The behavior of Democrats on the committee Thursday is part of a gradual evolution for a political party that historically defended the principle of free speech and the First Amendment.

AP/Manuel Balce Ceneta
Representative Mike Johnson talks to witness Matt Taibbi, left, at Capitol Hill on March 9, 2023. AP/Manuel Balce Ceneta

For the four years that President Trump occupied the White House, the Democrats positioned themselves as the party that defended the press from a president who delighted in skewering reporters.

On Thursday that narrative flipped. At a hearing of the House Select Subcommittee on the Weaponization of Government, Democratic lawmakers attacked the motives and character of two journalists called as witnesses, Matt Taibbi and Michael Shellenberger.

Messrs. Taibbi and Shellenberger were two of a handful of journalists given access to the internal files of Twitter late last year. 

Their scoops disclosed a vast partnership between the social media platform and the federal government when it came to content moderation.

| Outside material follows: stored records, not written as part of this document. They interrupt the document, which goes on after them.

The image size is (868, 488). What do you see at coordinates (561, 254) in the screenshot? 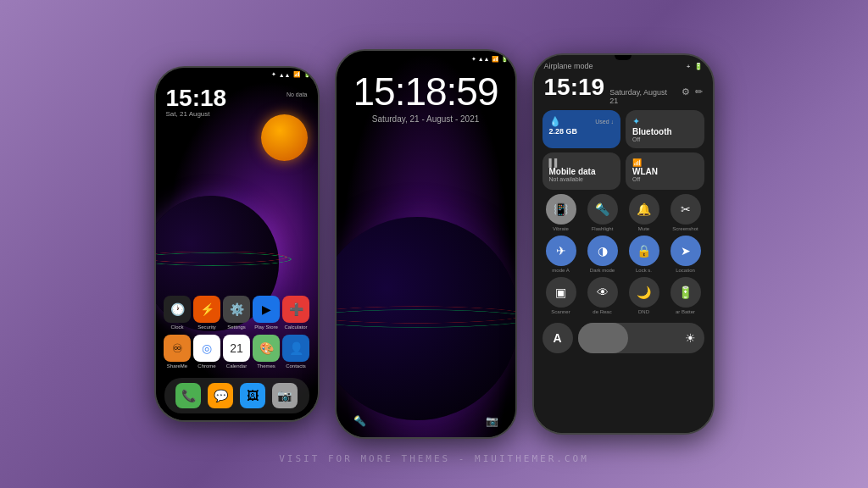
I see `airplane-btn: ✈ mode A` at bounding box center [561, 254].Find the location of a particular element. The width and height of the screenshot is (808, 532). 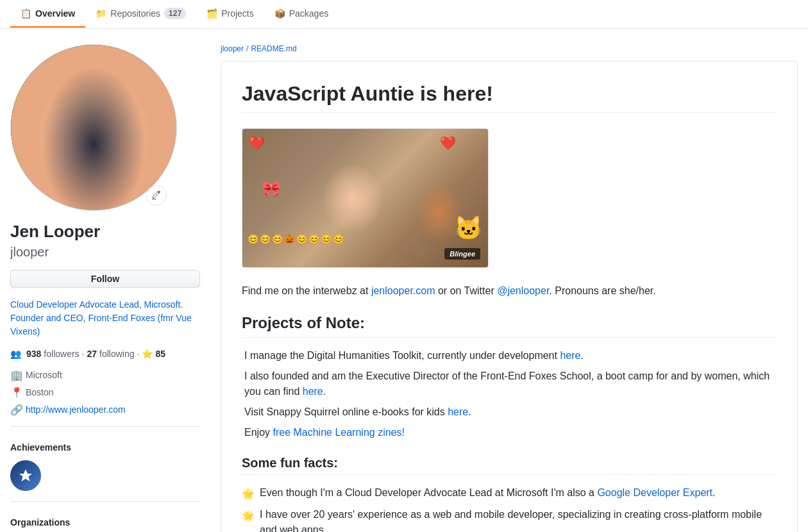

twitter-link: @jenlooper is located at coordinates (523, 291).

Other stories from Twitter’s internal files explained in detail how the company would limit the reach of tweets from accounts that it deemed as a threat to spread medical or electoral misinformation, even when the tweets in question were accurate.

One might think the legislative branch would be interested in the executive branch’s role in banning and throttling online speech. The Democrats on the committee though were more interested in impeaching the credibility of the journalists who did the reporting.

In her opening statement, the subcommittee’s ranking member, Representative Stacey Plaskett, accused Messrs. Taibbi and Shellenberger of harming people with their reporting, and referred to them as “so-called journalists.”

Representative Debbie Wasserman-Schultz laid into Mr. Taibbi, claiming that his appearance as a witness before the Republican led committee, “casts a cloud over his objectivity.”

The Congresswoman went further. She then claimed that Mr. Taibbi’s decision to accept access to Twitter’s internal files meant that he was accepting cherry-picked information from a biased source. And during her questioning, she did not allow him to answer the charges.

In an exchange between Mr. Taibbi and Representative Sylvia Garcia, the Democratic member of Congress asserted that Mr. Taibbi’s decision to submit his most recent tweet thread in his TwitterFiles reporting to the committee as his opening statement disclosed his bias against the Democrats.

The most galling exchange was between Mr. Taibbi and Ms. Plaskett. She pressed him over and again to reveal the sources at Twitter who made certain files available to him and Mr. Taibbi repeatedly declined because the sources were confidential.

The behavior of Democrats on the committee Thursday is part of a gradual evolution for a political party that historically defended the principle of free speech and the First Amendment.

Since Mr. Trump won the 2016 presidential election, Democrats have pressured social media companies to remove alleged disinformation and misinformation from their platforms.

During the first impeachment hearings in the House of Mr. Trump, the chief manager, Representative Adam Schiff, published the communications between journalists and members of Congress in his committee’s impeachment report.